A Highway That Settled Before It Cracked
This article forms part of our field notes series. Real observations derived from EO59 analysis. Locations and operators are intentionally anonymised.
The Road Looked Normal
A major toll roadway in the southern United States was operating as expected. Traffic volumes were steady. Maintenance cycles were routine. There were no visible signs of distress across most segments.

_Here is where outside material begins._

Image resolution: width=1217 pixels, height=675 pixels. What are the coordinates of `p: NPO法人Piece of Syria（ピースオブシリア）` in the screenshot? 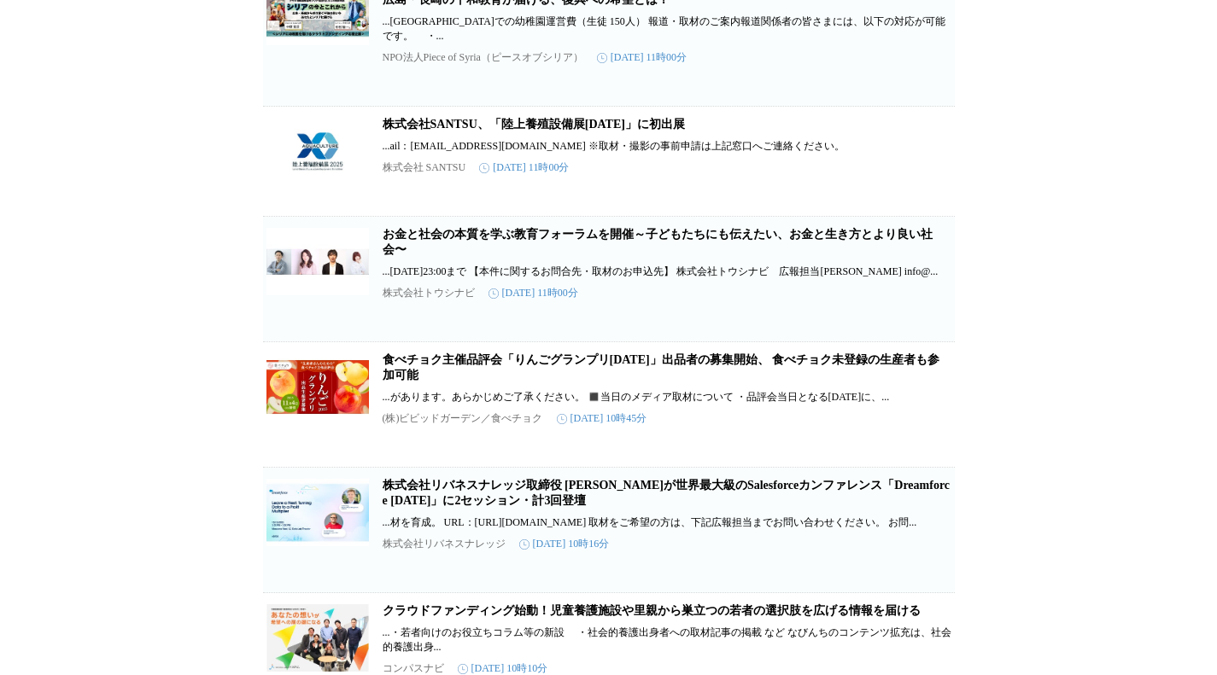 It's located at (482, 57).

From the surface: There was nothing unusual to see.
The Question
There was no specific failure event.
No single location of concern.
Instead, the question was broader:
“Is the corridor behaving uniformly—or are there areas evolving differently over time?”
The Corridor
• Asset: Multi-lane toll highway
• Length: tens of kilometers
• Environment: mixed geology and soil conditions
• Monitoring approach: visual inspection + localized measurements
• Key constraint: limited ability to observe continuous behavior over long distances
The system worked.
But it did not provide a synoptic view of motion across the entire corridor.
What EO59 Looked At
Using satellite InSAR, EO59 analyzed deformation patterns across the full roadway alignment and surrounding terrain.
Sources included Sentinel-1 (dual orbit) and high resolution X-Band data.
This included:
• Wide-area deformation mapping across the corridor
• Time-series analysis to observe how motion evolved
• Identification of localized zones behaving differently than surrounding segments
• Correlation of movement with underlying ground conditions
No disruption to operations.
No need to access the roadway.
What Emerged
The highway was not behaving uniformly.
Across multiple sections:
• Localized settlement zones were identified, often spanning hundreds of meters
• Movement was low to mild in magnitude (mm/year) but spatially consistent
• Adjacent sections showed stable or different behavior, creating contrast
Most importantly:
These patterns existed before any visible surface distress appeared
In some locations, the deformation signal had been present for years.
Why That Matters
Roadways do not fail all at once. They evolve, and insight as to how can save tremendously on maintenance costs.
Subtle settlement becomes:
• slight surface irregularities
• then maintenance issues
• then structural concern
But only if the progression is seen.
What Changed
This was not about replacing inspection teams.
It was about giving them visibility ahead of symptoms.
• Sections of interest could be identified before deterioration became visible
• Maintenance could be prioritized more precisely
• Long stretches of “stable” roadway could be verified with confidence
The system was already working.
This made it more informed.
What This Represents
Linear infrastructure does not behave evenly. Even when it appears to.
Variation exists:
• in soil
• in load
• in drainage
• in history
And over time, those differences express themselves as motion.
There are roads that appear intact, and boring, but are already evolving beneath the surface.
Not abruptly.
Not visibly.
But measurably.
We help you see those changes—before they show themselves, allowing our partners to save millions in maintenance costs and in one case nearly half a billion through successful litigation.